I have an abstract class Entity
in my code, which requires a reference to an instance of EntityData
to operate. (EntityData
provides basic information about the type of the entity).
In the design of my program, every type of entity would have its own class that extends Entity
, and thus would have to provide EntityData
that would describe and be shared between all of the instances of that that entity class.
EntityData
itself is an immutable class that is built like a multiton (similar to Java's enum). It has a private constructor, and its instances are revealed as readonly static fields.
An example of how EntityData
would look:
sealed class EntityData
{
public static readonly EntityData Table = new EntityData(250, 60);
public static readonly EntityData Chair = new EntityData(120, 25);
public readonly int Cost;
public readonly int Weight;
private EntityData(int cost, int weight)
{
Weight = weight;
Cost = cost;
}
}
I can think of two simple ways to deal with this, but I am uncertain which one I should go with.
First one is to add a reaodnly field to Entity
and request is via the constructor, so Entity
would look like this:
abstract class Entity
{
private readonly EntityData data;
protected Entity(EntityData data)
{
this.data = data;
}
}
While an extending class, Table
for example, would look like this:
sealed class Table: Entity
{
public Table() : base(EntityData.Table) {}
}
The second option would be to add an abstract, protected property (getter only) to Entity
. In this case Entity
would look like this:
abstract class Entity
{
protected abstract EntityData Data { get; }
}
While the extending class Table
would look like this:
sealed class Table : Entity
{
protected override EntityData Data
{
get { return EntityData.Table; }
}
}
Thus internally, Entity
would simply use the property instead of a field.
The performance differences are probably in the realm of micro-optimization, but I would still like to take them into consideration.
The first way obviously increases the size of any Entity
object.
The first way also forces all the extending types to define their constructors and call the base constructor or will simply increase the number of parameters in the already existent constructor.
The second way doesn't increase the size of objects, and (to me) look shorter and slightly more concise.
Performance-wise however, benchmarking showed that a virtual method call is much slower than accessing a field.
It is also less obvious that such a property is a dependency of Entity
, something the first way makes perfectly clear.
As there's no clear-cut answer here, I would simply love to have a few opinions on the matter, and which of the two ways you find 'better'.
Thanks in advance.
(Please no responses about how this is in the realm of micro optimization and thus I shouldn't waste my time with it. I simply find this interesting.)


## Assignment
You are to retype exactly the line with "Decompose this screenshot" and every line after it in the entries below.

## Information shown
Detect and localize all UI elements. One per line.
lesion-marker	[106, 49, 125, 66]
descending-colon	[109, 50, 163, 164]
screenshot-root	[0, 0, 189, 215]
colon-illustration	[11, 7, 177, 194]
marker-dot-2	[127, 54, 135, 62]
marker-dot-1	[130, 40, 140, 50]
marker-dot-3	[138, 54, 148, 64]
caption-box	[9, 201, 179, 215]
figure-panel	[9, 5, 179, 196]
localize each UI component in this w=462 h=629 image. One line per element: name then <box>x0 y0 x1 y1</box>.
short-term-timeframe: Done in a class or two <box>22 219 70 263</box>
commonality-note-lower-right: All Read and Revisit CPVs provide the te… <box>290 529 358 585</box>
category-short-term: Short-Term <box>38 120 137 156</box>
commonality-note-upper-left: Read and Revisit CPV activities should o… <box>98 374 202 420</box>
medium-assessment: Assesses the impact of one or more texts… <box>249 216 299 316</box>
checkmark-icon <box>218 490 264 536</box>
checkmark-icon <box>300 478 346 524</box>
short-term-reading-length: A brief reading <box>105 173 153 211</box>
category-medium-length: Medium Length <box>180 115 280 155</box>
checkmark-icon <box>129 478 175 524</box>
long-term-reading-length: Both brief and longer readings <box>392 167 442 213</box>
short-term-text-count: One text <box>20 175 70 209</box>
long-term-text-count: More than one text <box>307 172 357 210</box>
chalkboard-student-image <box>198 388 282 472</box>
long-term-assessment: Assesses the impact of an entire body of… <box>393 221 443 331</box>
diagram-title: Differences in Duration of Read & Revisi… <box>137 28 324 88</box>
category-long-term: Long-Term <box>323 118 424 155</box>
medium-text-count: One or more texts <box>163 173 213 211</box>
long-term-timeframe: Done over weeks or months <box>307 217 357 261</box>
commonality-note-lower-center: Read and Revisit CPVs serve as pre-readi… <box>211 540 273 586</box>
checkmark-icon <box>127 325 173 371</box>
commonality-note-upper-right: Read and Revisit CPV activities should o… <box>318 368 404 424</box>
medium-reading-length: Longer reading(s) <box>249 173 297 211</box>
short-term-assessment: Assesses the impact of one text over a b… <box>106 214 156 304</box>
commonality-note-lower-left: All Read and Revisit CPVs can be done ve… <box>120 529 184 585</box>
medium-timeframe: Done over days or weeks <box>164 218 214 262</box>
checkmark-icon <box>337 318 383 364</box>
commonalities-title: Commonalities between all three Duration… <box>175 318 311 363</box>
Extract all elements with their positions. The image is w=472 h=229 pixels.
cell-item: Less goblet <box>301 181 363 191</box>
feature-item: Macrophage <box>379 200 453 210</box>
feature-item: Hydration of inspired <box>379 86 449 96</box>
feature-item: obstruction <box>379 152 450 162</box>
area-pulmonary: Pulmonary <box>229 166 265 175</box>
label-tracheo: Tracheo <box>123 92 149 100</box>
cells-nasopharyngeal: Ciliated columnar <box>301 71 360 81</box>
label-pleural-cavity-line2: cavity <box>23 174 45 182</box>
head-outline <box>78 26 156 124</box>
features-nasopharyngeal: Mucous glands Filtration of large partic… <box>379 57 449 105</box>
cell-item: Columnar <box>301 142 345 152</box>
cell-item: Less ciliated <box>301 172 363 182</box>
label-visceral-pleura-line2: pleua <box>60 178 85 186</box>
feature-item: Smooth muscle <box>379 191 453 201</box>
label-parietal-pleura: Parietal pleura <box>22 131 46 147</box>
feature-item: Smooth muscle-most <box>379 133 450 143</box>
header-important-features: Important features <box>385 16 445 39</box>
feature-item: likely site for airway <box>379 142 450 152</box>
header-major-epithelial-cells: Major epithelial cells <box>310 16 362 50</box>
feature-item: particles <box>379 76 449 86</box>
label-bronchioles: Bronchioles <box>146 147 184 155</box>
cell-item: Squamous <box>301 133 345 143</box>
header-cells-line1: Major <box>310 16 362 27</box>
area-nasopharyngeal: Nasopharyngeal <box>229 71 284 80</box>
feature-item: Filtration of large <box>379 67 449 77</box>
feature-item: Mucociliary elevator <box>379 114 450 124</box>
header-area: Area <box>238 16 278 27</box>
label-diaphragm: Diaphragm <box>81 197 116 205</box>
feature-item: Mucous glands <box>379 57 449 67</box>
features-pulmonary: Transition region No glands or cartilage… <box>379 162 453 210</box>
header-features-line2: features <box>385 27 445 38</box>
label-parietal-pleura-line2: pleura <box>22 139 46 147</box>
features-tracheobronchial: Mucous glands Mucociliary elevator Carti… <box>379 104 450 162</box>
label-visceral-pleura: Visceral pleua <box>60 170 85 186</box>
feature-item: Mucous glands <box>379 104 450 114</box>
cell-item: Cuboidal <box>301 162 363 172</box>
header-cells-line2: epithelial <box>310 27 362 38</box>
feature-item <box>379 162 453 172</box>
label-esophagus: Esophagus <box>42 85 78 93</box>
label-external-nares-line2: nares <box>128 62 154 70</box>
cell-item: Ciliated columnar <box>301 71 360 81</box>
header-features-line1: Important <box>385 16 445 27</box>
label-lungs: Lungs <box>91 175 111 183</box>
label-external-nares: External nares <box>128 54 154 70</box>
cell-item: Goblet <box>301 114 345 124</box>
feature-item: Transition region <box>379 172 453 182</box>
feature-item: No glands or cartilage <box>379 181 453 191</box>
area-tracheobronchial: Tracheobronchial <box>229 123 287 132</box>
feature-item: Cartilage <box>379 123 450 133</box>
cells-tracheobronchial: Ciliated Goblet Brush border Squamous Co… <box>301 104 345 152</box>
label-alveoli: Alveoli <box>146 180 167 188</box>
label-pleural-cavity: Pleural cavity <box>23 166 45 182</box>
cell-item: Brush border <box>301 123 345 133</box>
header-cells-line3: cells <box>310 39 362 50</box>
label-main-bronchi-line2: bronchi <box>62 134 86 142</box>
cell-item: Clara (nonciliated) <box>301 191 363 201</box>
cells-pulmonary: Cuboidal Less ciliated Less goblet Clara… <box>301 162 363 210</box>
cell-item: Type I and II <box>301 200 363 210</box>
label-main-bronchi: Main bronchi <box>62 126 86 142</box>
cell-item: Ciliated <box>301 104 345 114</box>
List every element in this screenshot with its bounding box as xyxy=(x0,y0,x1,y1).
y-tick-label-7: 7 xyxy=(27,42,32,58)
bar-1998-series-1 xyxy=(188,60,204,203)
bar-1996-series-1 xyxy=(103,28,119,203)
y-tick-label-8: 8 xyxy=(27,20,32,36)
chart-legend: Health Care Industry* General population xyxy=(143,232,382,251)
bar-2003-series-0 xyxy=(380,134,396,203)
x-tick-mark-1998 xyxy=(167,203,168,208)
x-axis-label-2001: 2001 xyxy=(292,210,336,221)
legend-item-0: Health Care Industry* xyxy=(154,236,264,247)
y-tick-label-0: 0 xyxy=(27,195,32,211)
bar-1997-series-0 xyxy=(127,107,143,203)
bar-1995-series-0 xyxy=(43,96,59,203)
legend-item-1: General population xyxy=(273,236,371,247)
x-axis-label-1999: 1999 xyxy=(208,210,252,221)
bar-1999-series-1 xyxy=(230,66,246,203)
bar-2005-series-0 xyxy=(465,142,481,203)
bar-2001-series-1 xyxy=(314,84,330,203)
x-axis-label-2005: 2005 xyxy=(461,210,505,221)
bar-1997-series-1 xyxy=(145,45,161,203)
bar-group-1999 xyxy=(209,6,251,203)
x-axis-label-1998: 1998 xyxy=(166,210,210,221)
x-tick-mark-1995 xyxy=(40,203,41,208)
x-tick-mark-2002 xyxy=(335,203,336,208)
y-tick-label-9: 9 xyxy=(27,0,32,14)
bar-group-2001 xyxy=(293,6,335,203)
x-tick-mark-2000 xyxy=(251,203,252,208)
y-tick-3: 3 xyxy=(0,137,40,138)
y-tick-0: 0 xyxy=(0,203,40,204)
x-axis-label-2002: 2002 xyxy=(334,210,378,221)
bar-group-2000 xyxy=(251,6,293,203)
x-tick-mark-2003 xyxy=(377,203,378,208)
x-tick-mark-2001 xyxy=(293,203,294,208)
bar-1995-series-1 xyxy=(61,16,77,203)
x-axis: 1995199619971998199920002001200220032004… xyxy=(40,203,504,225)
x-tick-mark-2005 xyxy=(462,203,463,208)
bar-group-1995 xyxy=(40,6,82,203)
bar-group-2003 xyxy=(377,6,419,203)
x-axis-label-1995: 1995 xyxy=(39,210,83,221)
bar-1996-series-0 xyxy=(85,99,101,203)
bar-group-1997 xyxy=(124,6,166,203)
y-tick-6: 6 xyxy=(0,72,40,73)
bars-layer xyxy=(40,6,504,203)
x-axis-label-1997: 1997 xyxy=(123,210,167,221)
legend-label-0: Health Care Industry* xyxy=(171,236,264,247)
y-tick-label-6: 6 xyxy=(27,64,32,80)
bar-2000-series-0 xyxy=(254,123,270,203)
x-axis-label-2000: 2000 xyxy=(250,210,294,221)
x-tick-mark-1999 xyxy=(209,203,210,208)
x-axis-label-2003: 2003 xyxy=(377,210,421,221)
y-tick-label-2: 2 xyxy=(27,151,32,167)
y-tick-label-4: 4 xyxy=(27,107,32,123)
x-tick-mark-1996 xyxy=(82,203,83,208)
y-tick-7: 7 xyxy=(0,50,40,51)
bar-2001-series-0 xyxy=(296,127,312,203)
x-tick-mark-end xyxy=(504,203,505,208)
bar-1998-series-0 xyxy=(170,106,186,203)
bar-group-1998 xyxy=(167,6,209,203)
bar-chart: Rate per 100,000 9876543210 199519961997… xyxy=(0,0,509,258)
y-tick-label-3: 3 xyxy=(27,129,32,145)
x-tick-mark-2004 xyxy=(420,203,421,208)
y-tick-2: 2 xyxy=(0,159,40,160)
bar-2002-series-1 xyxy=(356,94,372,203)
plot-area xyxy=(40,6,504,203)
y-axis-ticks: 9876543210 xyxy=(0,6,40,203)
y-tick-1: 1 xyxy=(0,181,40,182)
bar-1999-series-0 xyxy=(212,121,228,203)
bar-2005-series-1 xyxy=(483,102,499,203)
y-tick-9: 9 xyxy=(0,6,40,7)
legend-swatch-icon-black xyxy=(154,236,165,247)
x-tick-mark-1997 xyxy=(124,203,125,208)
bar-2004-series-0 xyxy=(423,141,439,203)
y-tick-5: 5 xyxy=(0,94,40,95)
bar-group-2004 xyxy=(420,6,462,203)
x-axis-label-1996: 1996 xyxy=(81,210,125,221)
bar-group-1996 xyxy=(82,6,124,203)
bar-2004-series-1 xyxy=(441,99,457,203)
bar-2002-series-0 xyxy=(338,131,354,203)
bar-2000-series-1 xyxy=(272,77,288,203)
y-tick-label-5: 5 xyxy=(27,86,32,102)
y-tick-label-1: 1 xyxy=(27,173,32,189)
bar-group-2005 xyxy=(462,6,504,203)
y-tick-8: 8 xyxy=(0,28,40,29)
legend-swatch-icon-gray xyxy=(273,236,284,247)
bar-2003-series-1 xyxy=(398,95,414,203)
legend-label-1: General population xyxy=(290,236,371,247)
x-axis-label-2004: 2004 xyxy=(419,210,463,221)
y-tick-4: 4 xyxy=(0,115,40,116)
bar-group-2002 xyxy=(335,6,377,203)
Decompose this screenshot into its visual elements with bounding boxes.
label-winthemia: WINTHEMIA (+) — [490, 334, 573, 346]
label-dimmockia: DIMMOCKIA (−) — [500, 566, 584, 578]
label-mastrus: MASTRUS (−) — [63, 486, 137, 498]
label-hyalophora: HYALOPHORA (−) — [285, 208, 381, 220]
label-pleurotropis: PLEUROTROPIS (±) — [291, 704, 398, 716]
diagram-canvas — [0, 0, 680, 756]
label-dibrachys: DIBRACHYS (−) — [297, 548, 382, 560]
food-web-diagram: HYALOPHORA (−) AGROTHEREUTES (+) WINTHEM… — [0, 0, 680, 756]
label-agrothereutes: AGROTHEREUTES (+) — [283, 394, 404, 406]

## Response to the exercise
Decompose this screenshot into its visual elements with bounding boxes.
label-winthemia: WINTHEMIA (+) — [490, 334, 573, 346]
label-dimmockia: DIMMOCKIA (−) — [500, 566, 584, 578]
label-mastrus: MASTRUS (−) — [63, 486, 137, 498]
label-hyalophora: HYALOPHORA (−) — [285, 208, 381, 220]
label-pleurotropis: PLEUROTROPIS (±) — [291, 704, 398, 716]
diagram-canvas — [0, 0, 680, 756]
label-dibrachys: DIBRACHYS (−) — [297, 548, 382, 560]
food-web-diagram: HYALOPHORA (−) AGROTHEREUTES (+) WINTHEM… — [0, 0, 680, 756]
label-agrothereutes: AGROTHEREUTES (+) — [283, 394, 404, 406]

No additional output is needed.